All tagged Guest Contributor
While The Fly is implicitly and explicitly about abortion, Dead Ringers takes on the entire sphere of gynecological healthcare – how the patriarchy poisons even a sphere where pregnant people should feel safe and listened to.
The biggest problem with adaptations of Lady Chatterley’s Lover is not just thinly drawn characters or poorly filmed sex scenes, it is in how they leave what makes the novel intellectually provoking on the cutting room floor.
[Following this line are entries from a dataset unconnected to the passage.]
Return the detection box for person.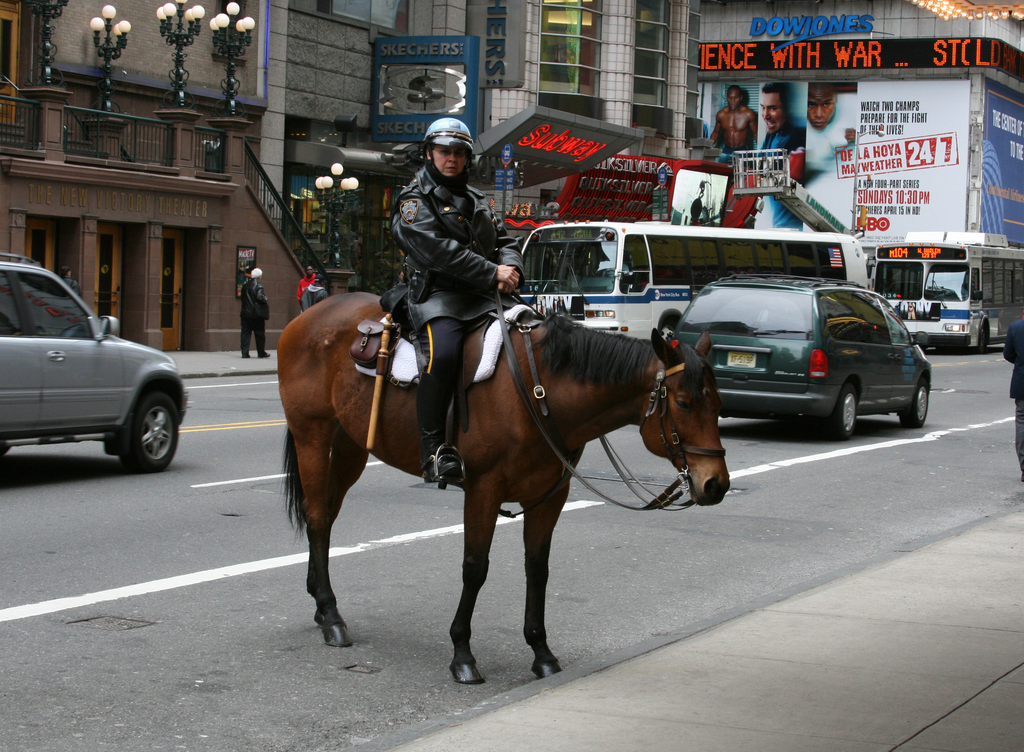
x1=710, y1=76, x2=762, y2=157.
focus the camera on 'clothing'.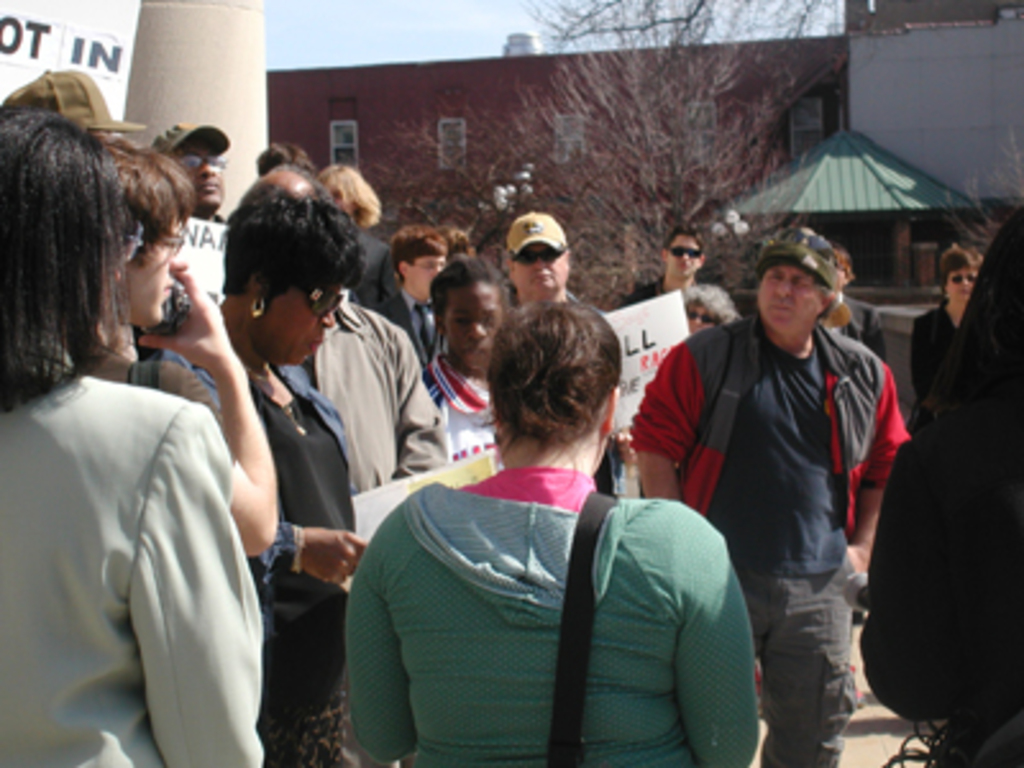
Focus region: x1=300 y1=297 x2=445 y2=538.
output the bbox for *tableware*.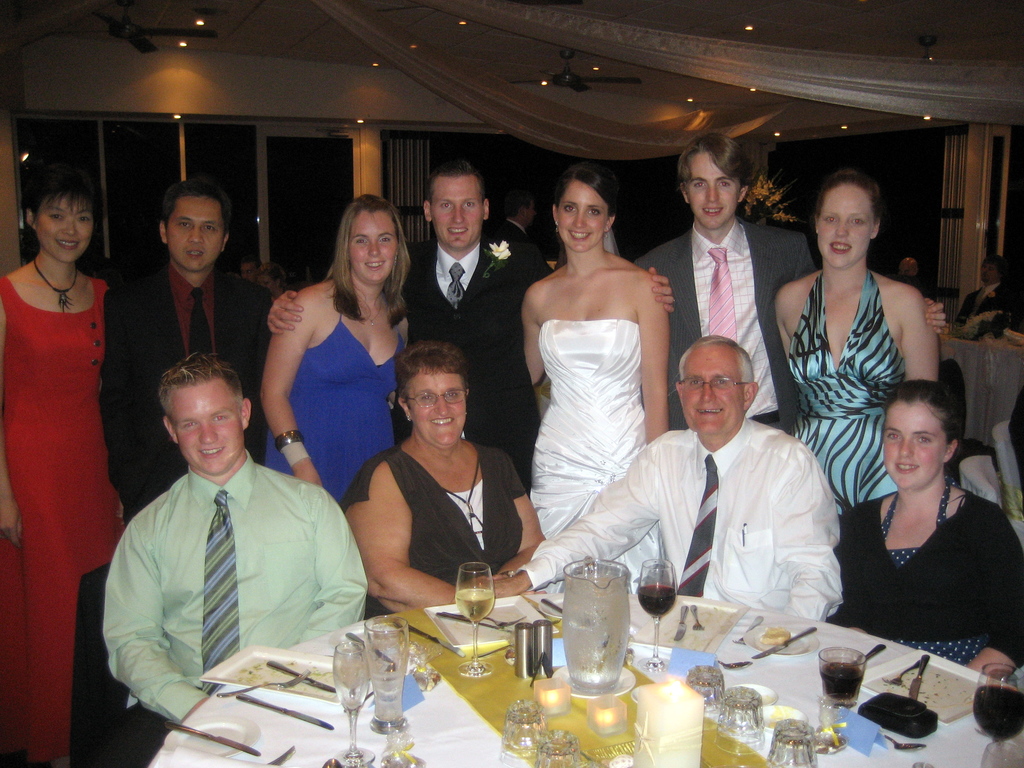
box(199, 643, 340, 706).
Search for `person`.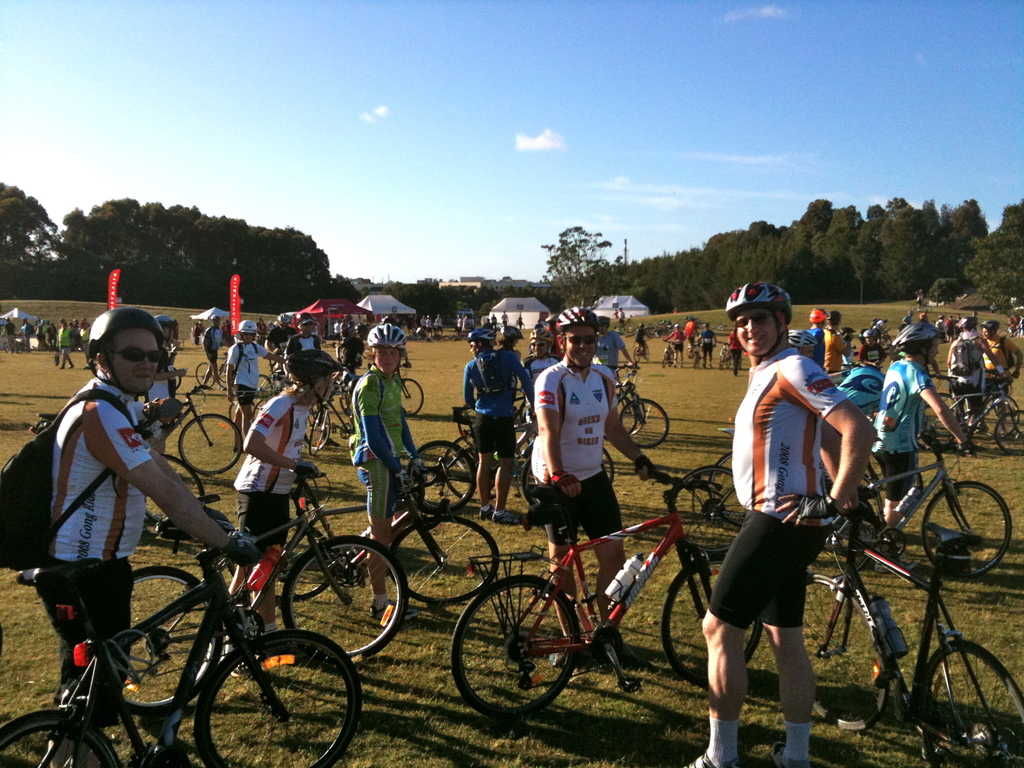
Found at detection(285, 317, 324, 367).
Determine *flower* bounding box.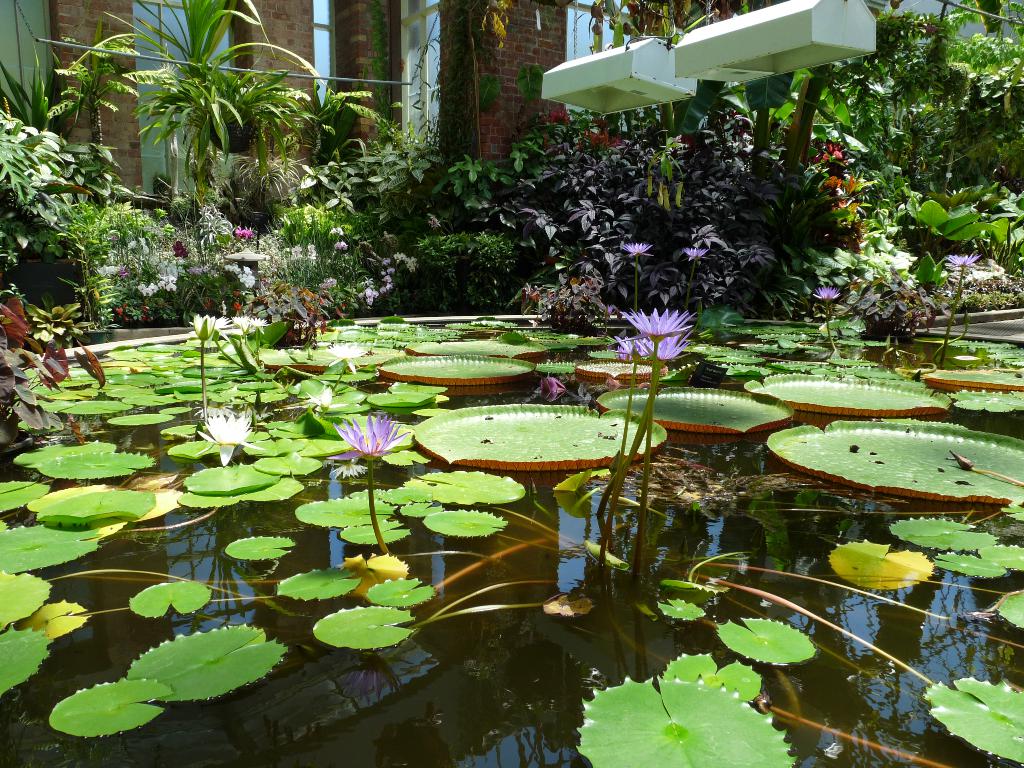
Determined: [left=307, top=391, right=346, bottom=410].
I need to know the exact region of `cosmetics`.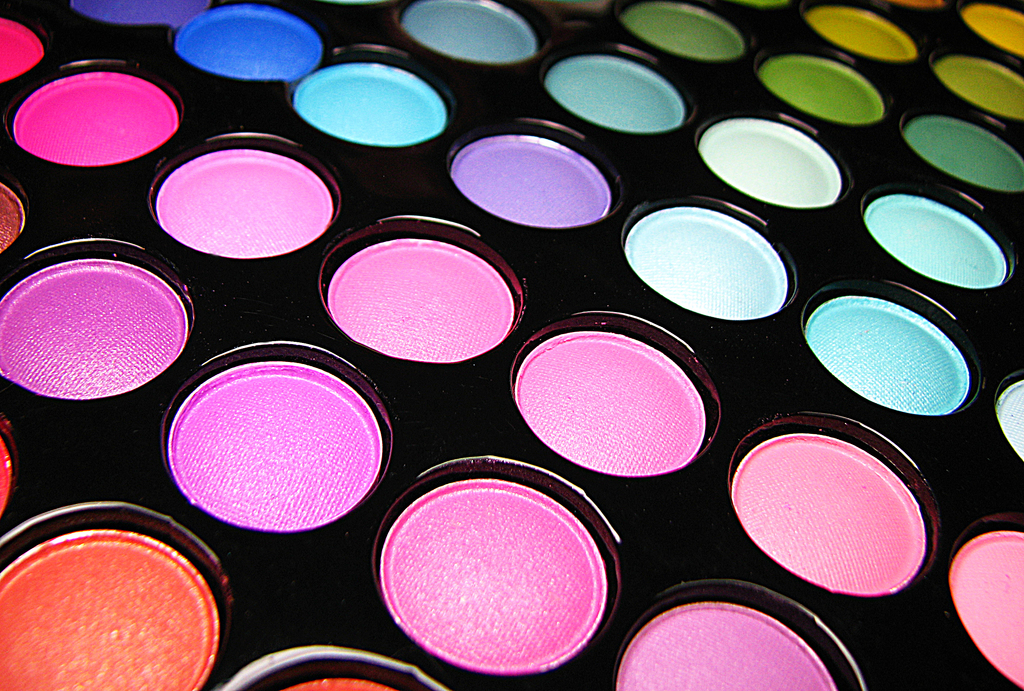
Region: {"left": 0, "top": 14, "right": 44, "bottom": 86}.
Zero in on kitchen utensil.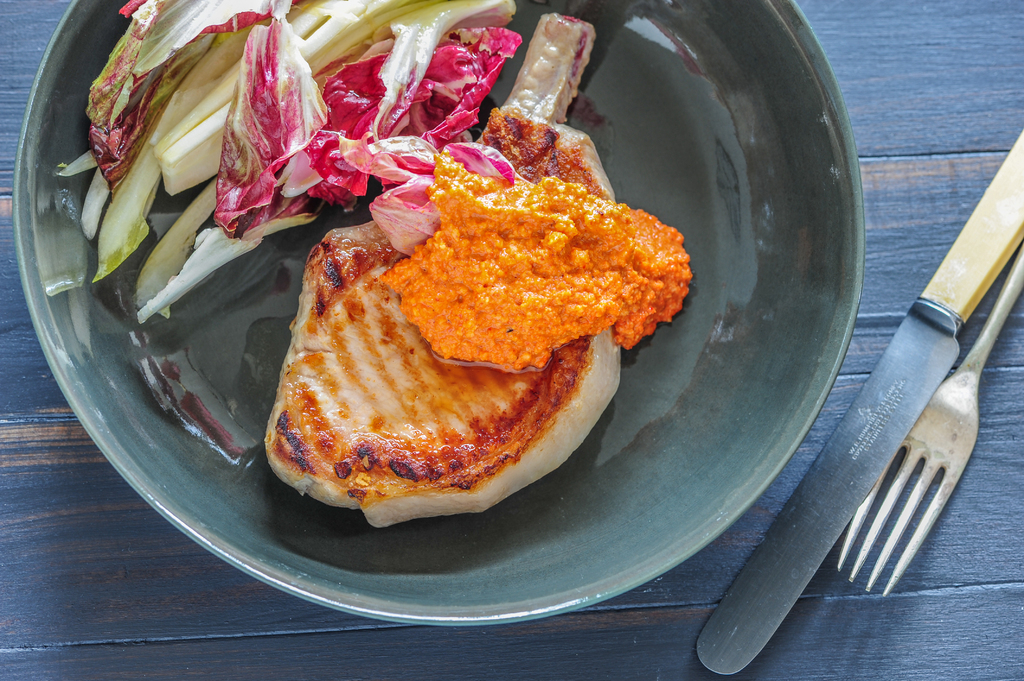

Guest contributor Zoe Rogan explores the parallels between Olivia Wilde’s Don’t Worry Darling and Luis Buñuel’s Belle du Jour – both films set within repressive worlds, heavy on themes of control, patriarchy and sex, and feature women who seek to break free.
Carlo and East Asian literature/film academic Jessica Siu-yin Yeung talk about their mutual love for Hong Kong and Taiwan cinema – including the best five films to get you started on your own cinematic journey.
The experience of seeing Cats, especially at a late-night or rowdy screenings, is like trying to solve a brain-teaser in a karaoke bar on a rollercoaster. Guest contributor PJ Kryfko lays out who, what, and how of Cats, as well as why he will be watching it for the rest of his life.
Guest Ben Nash joins Jenna to discuss two later Jerry Lewis offerings. One of the overlooked genius type, aka Cracking Up, and one of the don’t-even-look vomit type, aka The Nutty Professor II: Facing the Fear.
Carlo, Dan and guest Adam Eisentrout discuss My Bloody Valentine (1981), and Visiting Hours (1982) and their place in the pantheon of blood-soaked Canadian stab-’em-ups.
Guest contributor Russell discusses the recent animated film trend of directly addressing toxic masculinity. Between how The LEGO Movie 2, LEGO Batman and Ralph Breaks The Internet tackles the topic, he wishes more movies like these had been around when he was a kid.
You may be surprised to find out that 8 1/2 and 9 1/2 Weeks have more in common than their sequential titles; they’re both approaches to art-making about approaching art-making.
With the character of Dr Klemperer, Luca Guadagnino and David Kajganich make an assumption of guilt that should be unpacked. In weighing the insinuations of this storyline, Auschwitz survivor Primo Levi comes to mind.